Postby linguoboy » 2014-07-24, 20:39

GothicSp wrote:There is interesting information about this:
Due to the current climate of globalization and Americanization, steps have been taken to keep Hebrew the primary language of use, and to prevent large-scale incorporation of English words into Hebrew vocabulary. The Academy of the Hebrew Language of the Hebrew University of Jerusalem currently invents about 2,000 new Hebrew words each year for modern words by finding an original Hebrew word that captures the meaning, as an alternative to incorporating more English words into Hebrew vocabulary. The Haifa municipality has banned officials from using English words in official documents, and is fighting to stop businesses from using only English signs to market their services.[55] In 2012, a Knesset bill for the preservation of the Hebrew language was proposed, which includes the stipulation that all signage in Israel must first and foremost be in Hebrew, as with all speeches by Israeli officials abroad.
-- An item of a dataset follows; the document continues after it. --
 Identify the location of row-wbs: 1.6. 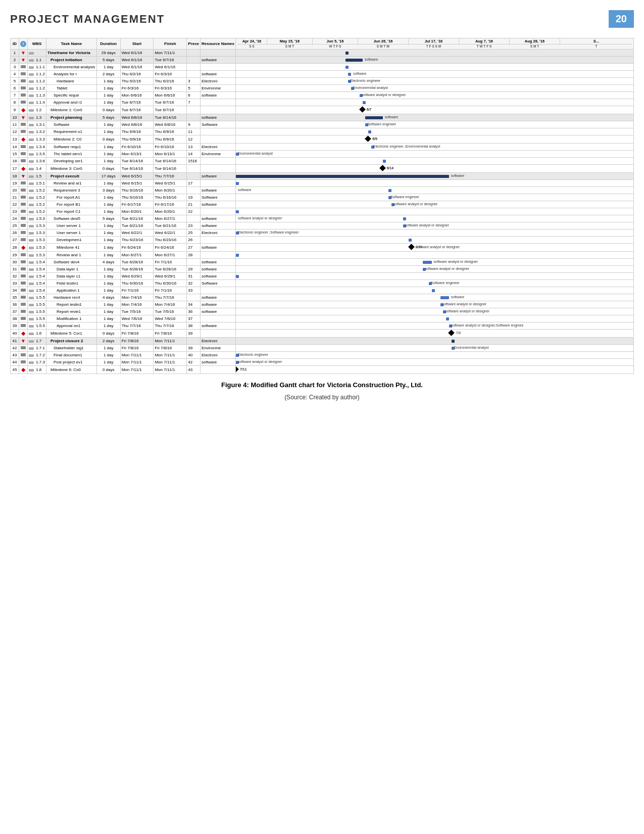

The bill's author, MK Akram Hasson, stated that the bill was proposed as a response to Hebrew "losing its prestige", and children incorporating more English words into their vocabulary.[56] Hebrew is also an official national minority language in Poland, since 6 January 2005.[5]
According to this text, the Aramaic and Assyrian influence is much bigger than the English one.

According to what text? Because the passage you quote above doesn't mention Aramaic or "Assyrian" (again, whatever that means) at all.